SB 100 still shifts responsibility for appointing EPIC’s powerful executive committee from the governor to Republican Attorney General Russell Coleman. Most of the agency’s investigatory and research power is vested in the executive committee. A Beshear spokesperson had called the bill an unconstitutional attempt to strip power from a Democratic governor and give it to a Republican.

The bill significantly empowers King, giving him the ability to request records from any state agency and requiring the agency to comply.

The bill also removes Rodney Andrews, the director of the University of Kentucky’s Center for Applied Energy Research, from EPIC’s powerful executive committee and replaces him with the commission’s vice-chair, currently Jeffrey Brock, a business manager and engineer for a subsidiary of Alliance Resource Partners. Alliance’s CEO is Republican megadonor and coal magnate Joe Craft. 
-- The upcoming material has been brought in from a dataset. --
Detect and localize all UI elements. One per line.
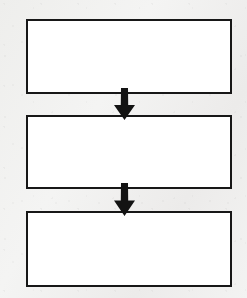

Mills said the changes to EPIC’s executive committee giving the executive director more power grew from his concern that the agency was “turning into a bureaucratic paper pusher.” 

“We want you to give us information back in the next year or so. And it just seemed like it was just bogged down,” said Mills, referencing the slow pace of appointments to EPIC. “That’s why we kind of turned it around to where it’s more driven by the executive director than the executive.” 

“I see where people might be a little concerned about that, but we’ve got to have somebody that’s driving this. And think the executive director is the right one to kind of push and drive this,” Mills said. 

Environmental groups and an open government advocate told the Lantern SB 100 is improved, though some still have concerns that the narrowed open records exemption still provides utilities too much power to decide what records to withhold from members of the public and media who file requests under the Kentucky Open Records Act.

Amye Bensenhaver, the co-director of the Kentucky Open Government Coalition and a former Kentucky assistant attorney general, said she thinks EPIC would still have to provide some proof that a utility’s records are confidential under the state’s transparency law. 

Scottie Ellis, a spokesperson for Beshear, in a statement said both SB 8 and SB 100 “are better” than previous versions but did not offer details on what was improved.